Priti Patel’s ultimate victory won’t be merely if Australia-style Rwanda flights ever take off. It will be if Labour sends them.
You wouldn’t think so from either country’s discourse, but France has been our ally for the better part of two centuries.
Four, deep-rooted currents in are carving out space for movements which seek to prioritise the interests, the culture, the values, and the ways of life of the majority group against what they see as self-interested, corrupt, narcissistic, and incompetent elites.
Estonia’s government has, in a White Paper that rightly calls for Russia’s defeat, estimated it could be done at a cost merely of 0.25 per cent of Western GDP over four years.
The fundamentals of our democracy are strong: voters continue to take pride in their community, to respect their neighbours, and to want Britain to be an outgoing, self-confident country that plays its part on the world stage.
A remarkable amount has been achieved. Often against the odds and in the face of adversity. And certainly in circumstances far less benign than those faced by New Labour.
The British people require action. It is clear that Conservative members genuinely wish to reduce net immigration. Doing so will achieve a net reduction in population. Not all wish to see this occur. But I do.
Now, through Orbán and Trump, the Kremlin is cashing in its chips. Unable to defeat Western-supported Ukraine on the battlefield, it’s playing Western politics to cut off its supply of money and weapons.
Investing a relatively small amount in covering the redistribution costs for farmers would unlock a vast reservoir of food that could be channelled to food redistribution charities.
Yet unlike insurgent parties in other countries, the Conservatives have time and again made themselves the party of a status quo that serves only the interests of older voters.
This European “nationalism” could well produce a considerably more populist EU. Whether that would be good for the UK is another matter.
It is one thing to insist that the executive operates within the constraints of the law; it is quite another, and grossly improper, to claim that the Government cannot try to pass new legislation to alter those constraints.
The key problem is stagnation. Margaret Thatcher’s reforms promoted mobility and opportunity. Now we are an economy which doesn’t change enough.
The shift to nuclear-powered submarines has caused some concern in Australia, but despite that all three nations are moving ahead with deepening this vital security alliance.
The sovereignty of Parliament, as the representative of the people, has been eroded, and power handed to an increasingly assertive bureaucracy.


EXERCISE — Across the entries below, how many lines have the string "comp" in them? Reply with only the number.

(Dataset entries on figures)
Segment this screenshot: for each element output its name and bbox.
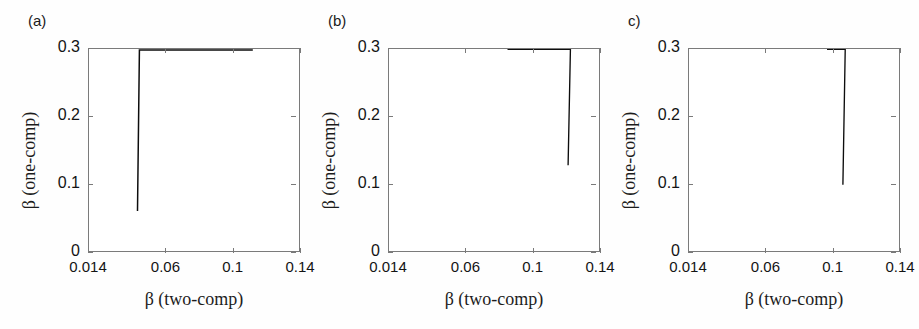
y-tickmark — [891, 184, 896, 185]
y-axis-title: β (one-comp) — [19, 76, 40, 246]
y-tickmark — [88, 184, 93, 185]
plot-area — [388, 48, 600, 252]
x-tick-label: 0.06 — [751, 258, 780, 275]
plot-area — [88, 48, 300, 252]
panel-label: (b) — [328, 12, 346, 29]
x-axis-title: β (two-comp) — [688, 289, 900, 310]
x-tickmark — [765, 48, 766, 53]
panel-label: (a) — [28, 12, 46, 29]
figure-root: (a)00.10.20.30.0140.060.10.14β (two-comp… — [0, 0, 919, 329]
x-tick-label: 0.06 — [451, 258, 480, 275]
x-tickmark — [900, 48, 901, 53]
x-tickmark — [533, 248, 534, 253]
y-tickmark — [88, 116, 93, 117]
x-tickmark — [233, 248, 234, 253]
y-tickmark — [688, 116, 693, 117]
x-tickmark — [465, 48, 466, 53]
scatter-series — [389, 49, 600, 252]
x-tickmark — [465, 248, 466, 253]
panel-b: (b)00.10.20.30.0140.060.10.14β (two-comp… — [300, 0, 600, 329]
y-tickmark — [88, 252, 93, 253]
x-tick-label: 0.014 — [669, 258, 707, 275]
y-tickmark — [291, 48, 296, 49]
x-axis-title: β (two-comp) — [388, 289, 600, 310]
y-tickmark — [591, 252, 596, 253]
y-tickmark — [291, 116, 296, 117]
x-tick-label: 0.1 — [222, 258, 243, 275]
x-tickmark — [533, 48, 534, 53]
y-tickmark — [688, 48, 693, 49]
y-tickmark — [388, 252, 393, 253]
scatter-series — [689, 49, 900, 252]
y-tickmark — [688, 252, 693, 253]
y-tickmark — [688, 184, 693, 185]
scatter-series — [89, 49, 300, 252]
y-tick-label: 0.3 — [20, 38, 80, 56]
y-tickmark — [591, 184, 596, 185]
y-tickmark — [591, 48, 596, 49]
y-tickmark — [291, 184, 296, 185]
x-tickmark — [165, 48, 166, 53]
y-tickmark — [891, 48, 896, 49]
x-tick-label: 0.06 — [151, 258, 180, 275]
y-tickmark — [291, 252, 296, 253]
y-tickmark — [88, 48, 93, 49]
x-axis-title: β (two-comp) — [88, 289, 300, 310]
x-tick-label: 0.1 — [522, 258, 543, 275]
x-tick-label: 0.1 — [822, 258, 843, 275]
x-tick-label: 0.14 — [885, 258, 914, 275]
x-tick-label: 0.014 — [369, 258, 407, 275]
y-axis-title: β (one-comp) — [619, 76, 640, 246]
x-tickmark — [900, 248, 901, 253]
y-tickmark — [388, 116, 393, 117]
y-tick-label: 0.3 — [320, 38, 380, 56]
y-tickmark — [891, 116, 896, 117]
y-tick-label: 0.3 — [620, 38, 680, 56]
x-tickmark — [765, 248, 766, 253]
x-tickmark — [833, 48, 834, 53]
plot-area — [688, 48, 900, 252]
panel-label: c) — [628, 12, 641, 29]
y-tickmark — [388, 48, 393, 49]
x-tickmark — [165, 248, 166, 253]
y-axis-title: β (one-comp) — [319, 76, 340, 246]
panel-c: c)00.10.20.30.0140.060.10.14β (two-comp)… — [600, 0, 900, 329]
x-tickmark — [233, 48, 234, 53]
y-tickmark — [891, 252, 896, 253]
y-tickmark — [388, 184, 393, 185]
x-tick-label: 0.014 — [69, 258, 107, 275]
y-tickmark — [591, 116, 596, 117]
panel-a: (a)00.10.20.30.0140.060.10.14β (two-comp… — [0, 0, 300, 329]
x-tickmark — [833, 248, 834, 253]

SOLUTION TO THE PROBLEM — 10